Monday, October 7, 2019

Rebellion

October 7, 2016 

The battle to bring every thought captive to Christ (2 Corinthians 10:5) is waged not only on the killing fields of lust, greed, anger, or pride. Perhaps the hardest fighting takes place in the swamps, the muck and mire of sorrow. I’m not speaking of the depression and despair that focuses on one’s inner feelings of worthlessness and inadequacy, but on sorrow for this sad world we inhabit. The past three days I’ve sat with a young man who found his mother dead in her home last week, a man who just recently finished his treatments for non-Hodgkins Lymphoma, and his wife now battling leukemia and the devastation the chemotherapy has wrought on her intestines, and then this morning with a dear friend who just weeks ago seemed the picture of health and now is gaunt and wearied by the cancer he is fighting so valiantly. I’m no Jesus, but I know a little of what he felt standing by the tomb of his friend Lazarus, weeping.

I’ve had many a battle with Mr. Melancholy, but learned that he slinks away in defeat whenever I turn my thoughts from how I’m feeling to how I can bless others. Studying one’s navel is never a good strategy for joy. But what I’m feeling tonight is no kin of depression or melancholy. It’s a sadness that borders on anger. Anger over a world so broken that it devours the best of its citizens. Anger that I have so often myself been complicit in the cycle of sin that fuels that brokenness. Anger at my helplessness to change it. 

Many of my Christian friends will encourage me to prayer, and they are correct in doing so. I pray because if I don’t, I would end up in a nihilistic spiritual fetal position,  just waiting to die. I pray because like Peter when Jesus asked if the disciples were going to follow the crowd which was abandoning him in droves, responded, “Where can we go? You have the words of life.” Prayer is the lone thread that tethers me to sanity and hope; prayer rooted in Scripture, prayer that often is reduced to mere “groanings which cannot be uttered” (Romans 8:26).

When John was in prison, he sent disciples to ask if Jesus really were the Messiah. Jesus’ response? “, the blind see, the lame walk, the lepers are cleansed, the deaf hear, the dead are raised, and the Gospel is preached to the poor. Blessed is he who isn’t offended because of me.” (Luke 7:22). Not a word of comfort, not a whisper of deliverance. I wonder how John took that reply. Jesus calls us to a life from which we might easily shrink back in fear. I wish I could pray like some of my friends pray, calling down angels, commanding demons, speaking with loud and bold confidence. I pray for healing, but I must confess to having a hard time seeing with the eyes of faith and ignoring what these earthly eyes behold.

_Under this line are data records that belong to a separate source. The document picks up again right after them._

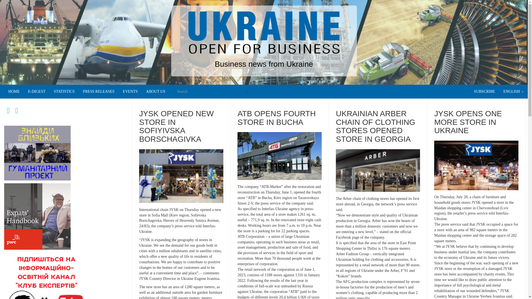 This screenshot has height=299, width=532. What do you see at coordinates (37, 91) in the screenshot?
I see `E-DIGEST` at bounding box center [37, 91].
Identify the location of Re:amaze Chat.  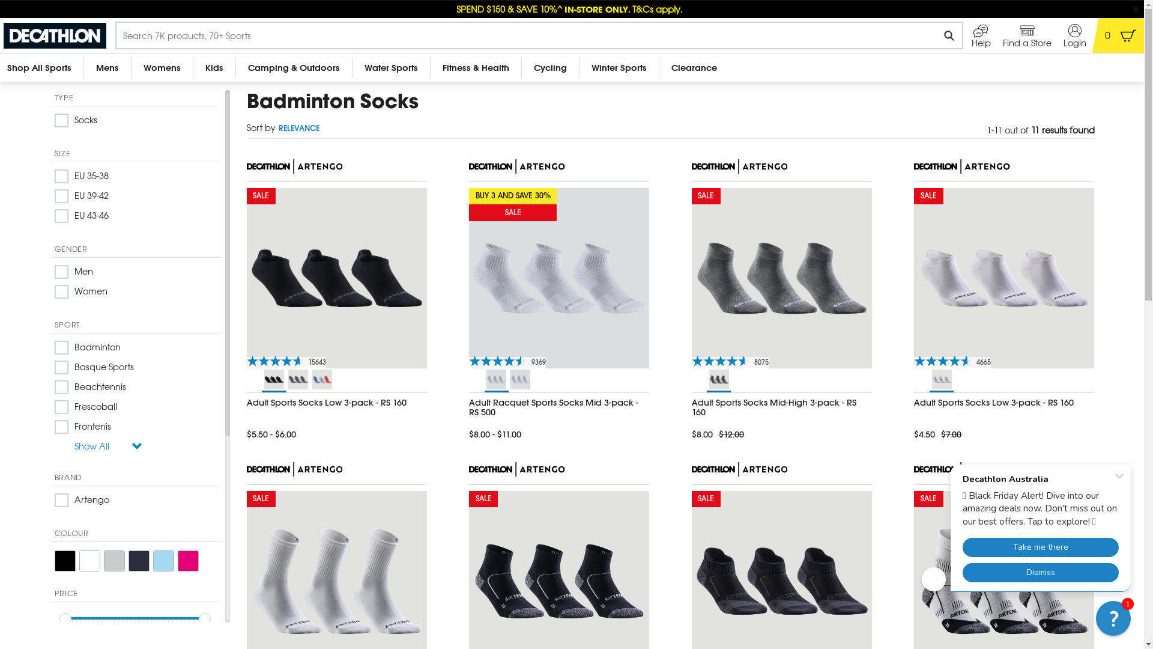
(1029, 525).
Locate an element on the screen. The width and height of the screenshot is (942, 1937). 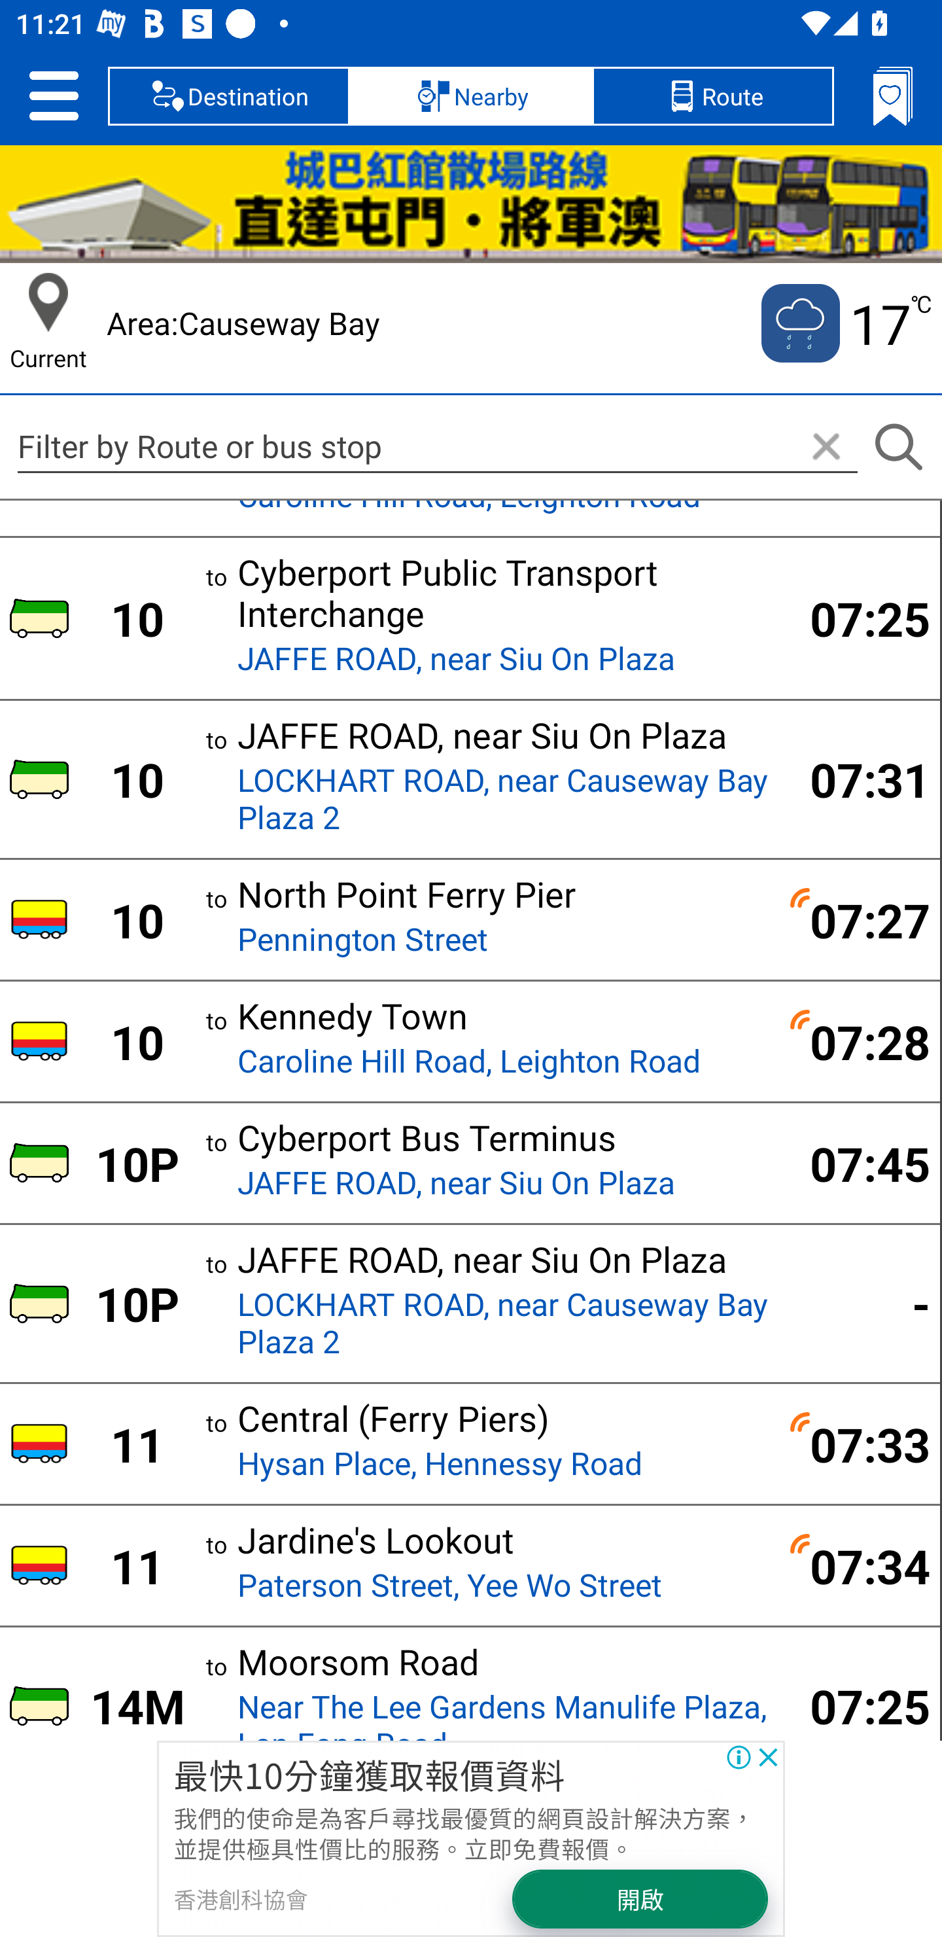
Destination is located at coordinates (229, 96).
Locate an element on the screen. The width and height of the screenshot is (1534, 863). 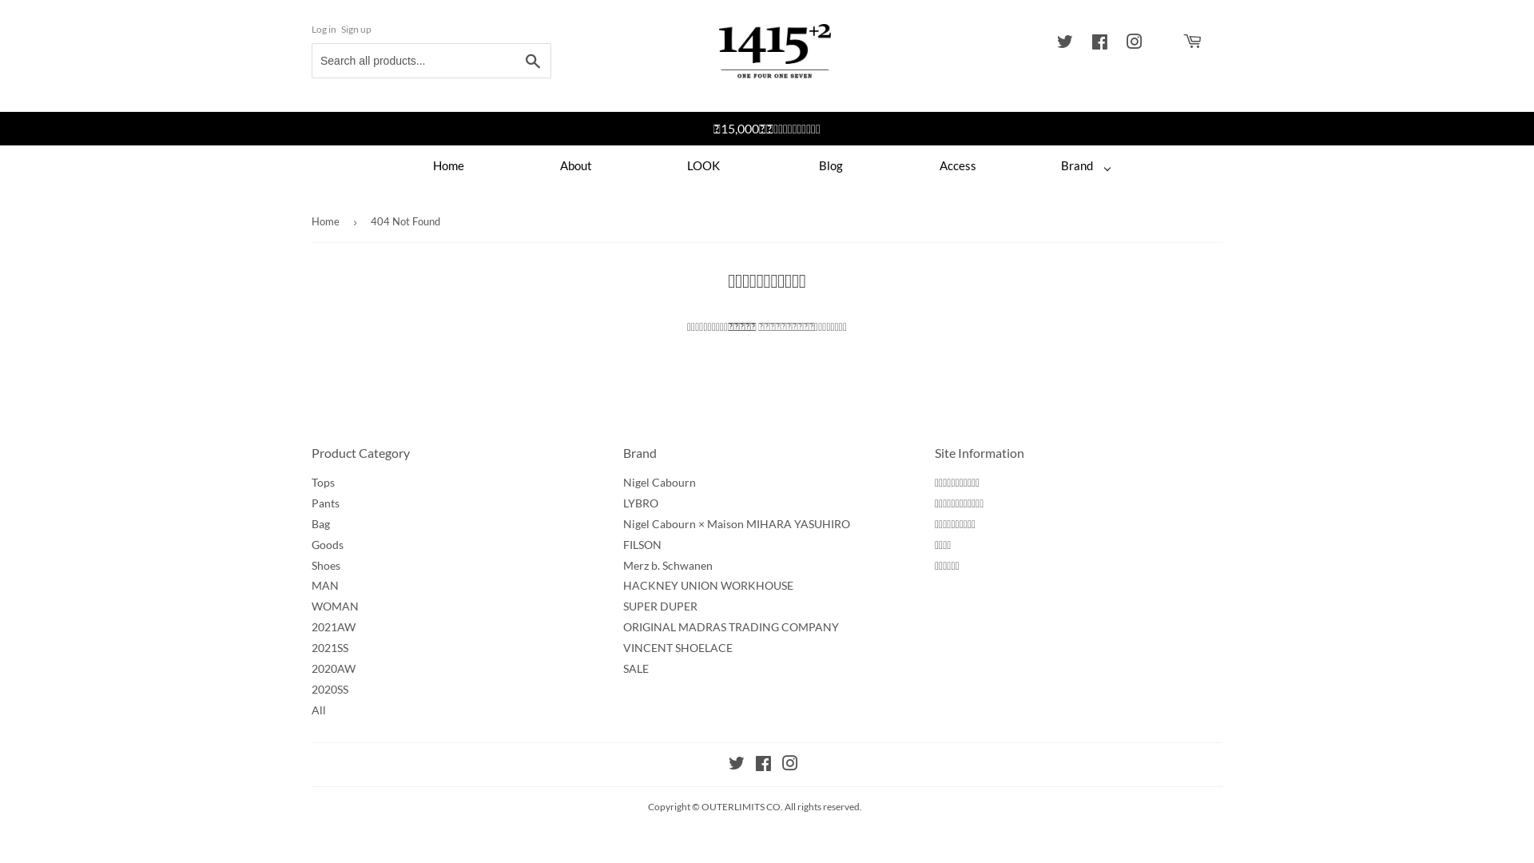
Blog is located at coordinates (831, 165).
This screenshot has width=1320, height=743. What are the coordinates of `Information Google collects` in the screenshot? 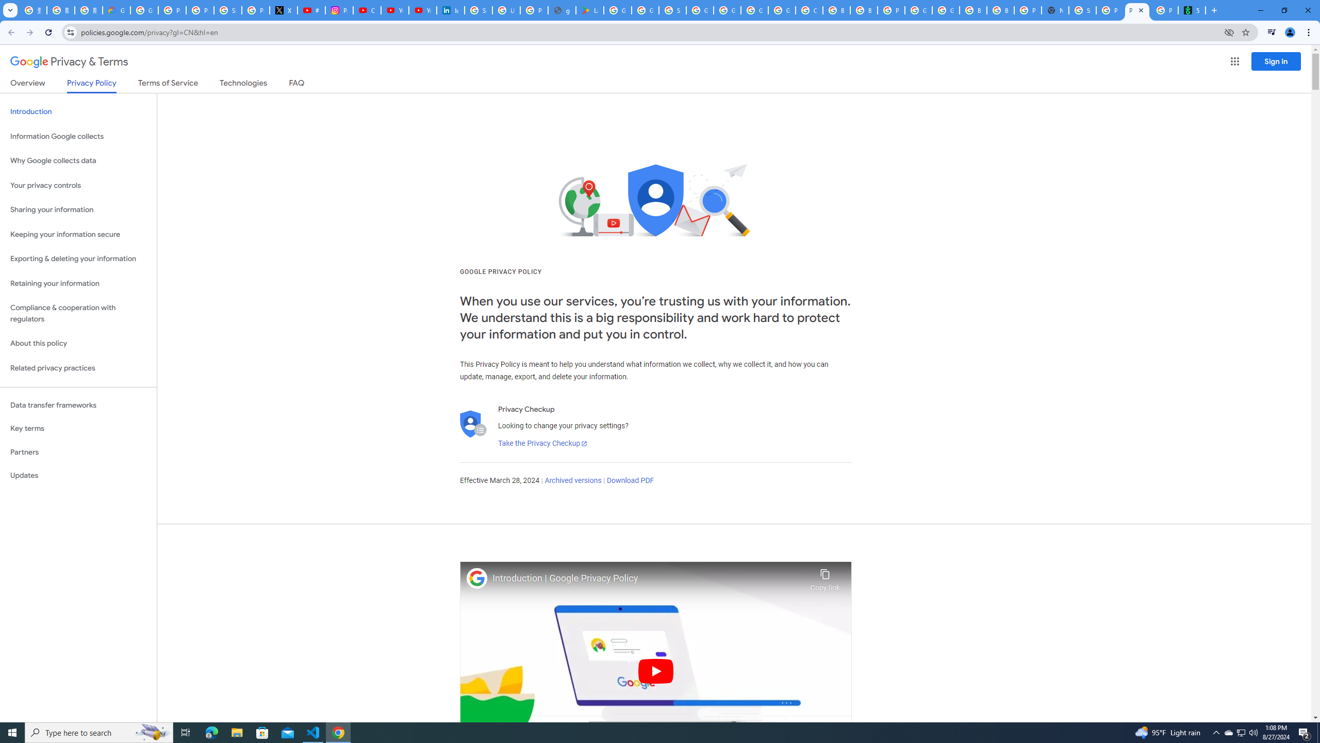 It's located at (78, 136).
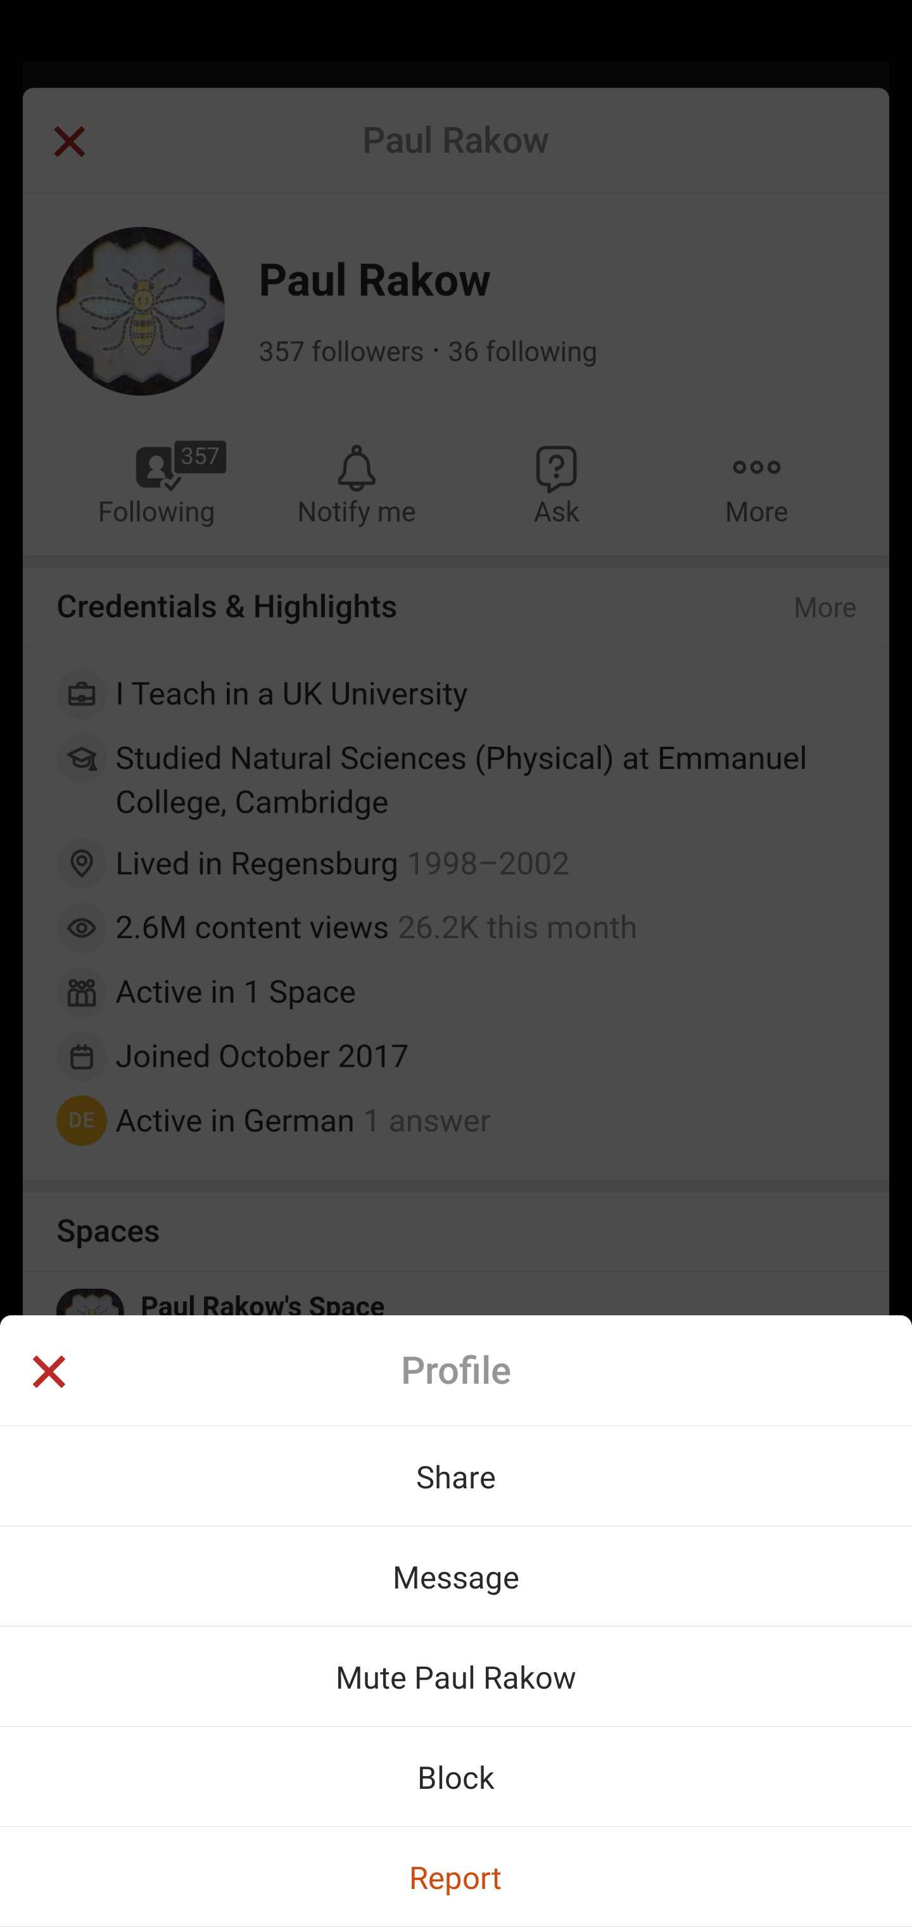 Image resolution: width=912 pixels, height=1927 pixels. I want to click on Share, so click(456, 1476).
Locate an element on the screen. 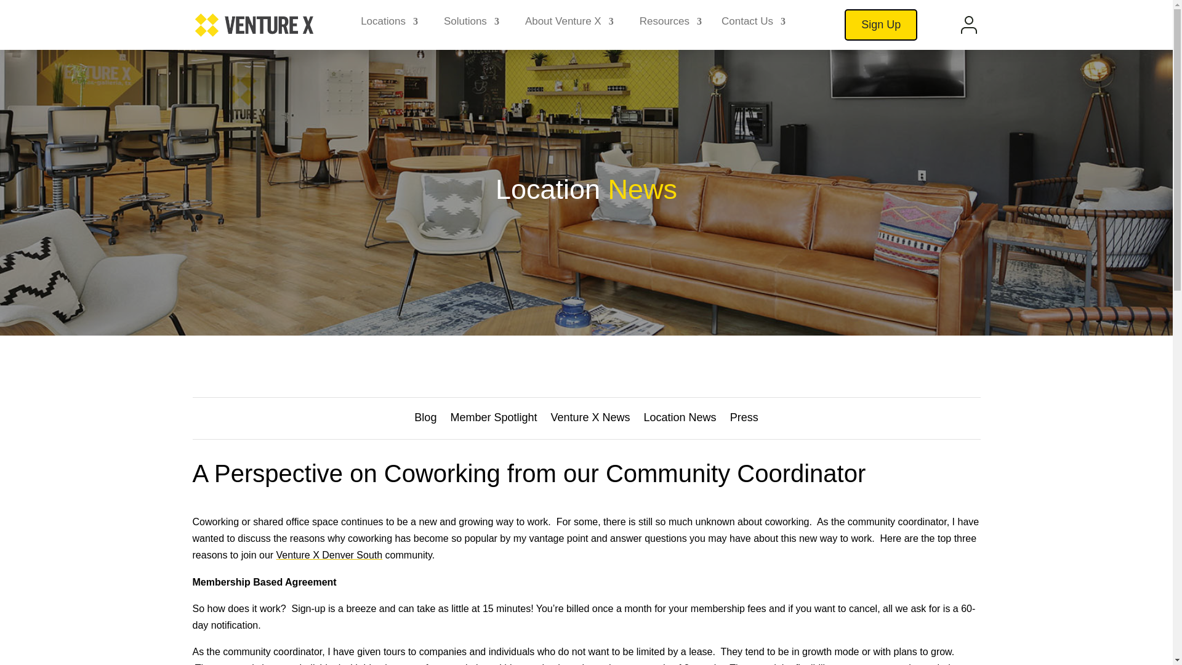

Life is a wonderfully mysterious gift. And even in the difficulties and the challenges and the sickness and the pain and sorrow and tears it is a gift and I cherish it because I’ve been able to share it with so many wonderful people. The tears flow only because the love is real and deep, and though my clout in heaven often seems diminutive, the heart from which those prayers ascend is not, so in the midst of my sorrow for my brothers and sisters, I pray, giving thanks for each one of them who have enriched me in ways they cannot imagine, and trusting that these feeble prayers are heard and will be like arrows in the bullseye of this world’s brokenness. I take some comfort in my favorite definition of prayer: Rebellion against the status quo. If that be true, come what may, behind this nondescript facade, I am a rebel to the core.